The two FontForge .sfd files in this repository contain the different versions of arabic numeral glyphs through time, as recorded in its SVN Repository. It therefore only covers the subset of development that took place between August 2008 and the last revision (166) of September 2011.

I have also added the glyphs of the last released version of Libertine under the fake revision number of 170, however. There is unfortunately no available record of the intermediate changes between 166 and the released version (or I have been unable to find that record).

The file figure_history.sfd records the full-size glyphs and the file small_figure_history.sfd records the smaller glyphs used in super- and subscripts and fractions. These are not “normal” .sfd files and need to be viewed/understood in the following way:

  1. All glyphs are “unencoded” and therefore appear at the bottom of the FontForge viewing window. You should not use the Encoding → Compact option, however, and instead scroll down.

  2. Set your main window so that it is 16 glyphs wide. That way the different groups of glyphs should all start on the left.

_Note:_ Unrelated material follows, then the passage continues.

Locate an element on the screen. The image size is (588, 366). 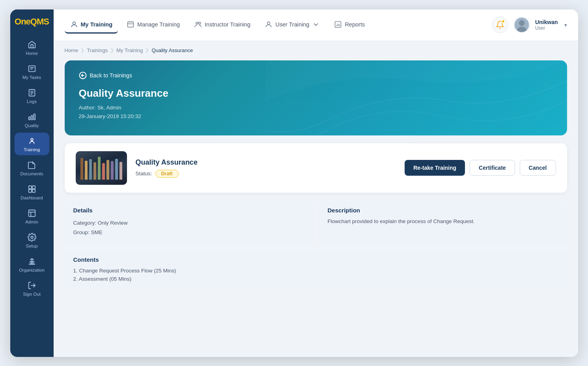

  3. The different groups/lines roughly correspond to different faces in the following order. (The parenthesized strings are those used to differentiate the styles in filenames at various points of development.)

    1. “Display” (DR, aDRS)
    2. “Display Italic” (aDRL)
    3. “Regular” (R, Re, C, C_Re, Sc, aS)
    4. “Italic” (It, RI, ISc, aSI)
    5. “Slant” (Sl, aRL)
    6. “Semibold” (RZI, aSZI)
    7. ”Semibold Italic” (RZI, aSZI)
    8. ”Semibold Slant” (BSl, aBL, aZL)
    9. ”Bold” (RB, BSc, Bd, aBS, aZS)
    10. ”Bold Italic” (RBI, BI, BiSC, aSBI)
    11. ”Bold Slant” (BSl, aBL)
    12. ”Outline” (I)
    13. ”Mono” (M)
    14. ”Underline” (U_Re)

    The correspondence is rough for several reasons. One is that this mapping is the result of guesswork on my part. Another is that sometimes a new stage of development started by copying the glyphs of another face. There was also a point in development where what had been called ”Bold” became ”Semibold”, and my mapping does not capture or correct for that change.

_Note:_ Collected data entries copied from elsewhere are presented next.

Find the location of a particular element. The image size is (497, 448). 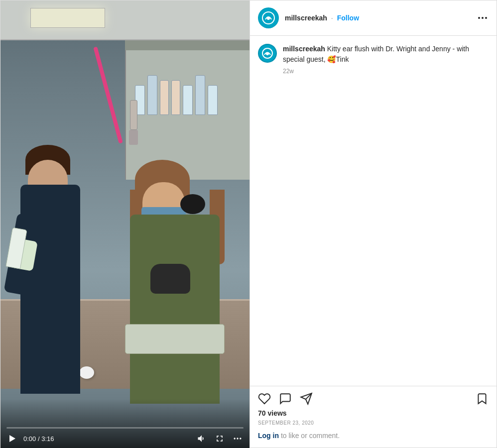

play-button is located at coordinates (12, 439).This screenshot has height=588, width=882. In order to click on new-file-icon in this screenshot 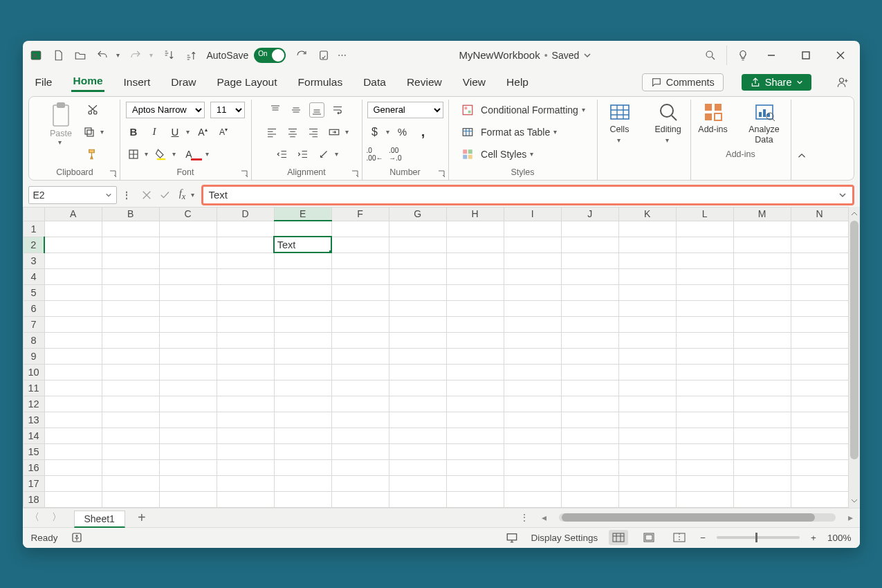, I will do `click(58, 55)`.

  4. Glyphs are displayed in order of revision from most to least recent. Every glyph on a line is different from every other glyph, although sometimes only subtly.

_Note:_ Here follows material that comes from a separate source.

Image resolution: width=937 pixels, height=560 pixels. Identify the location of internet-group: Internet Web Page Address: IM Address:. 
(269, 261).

  5. The Comment for each glyph—shown in the second entry of the Element → Glyph Info ... window and (when it is working) the tooltip when hovering over a glyph—includes the filename-identifier/revision pairs that glyph appeared in.

  6. Note that the only revisions represented are those in which a given .sfd file changed. When a file did not change in some revision it will not be listed anywhere.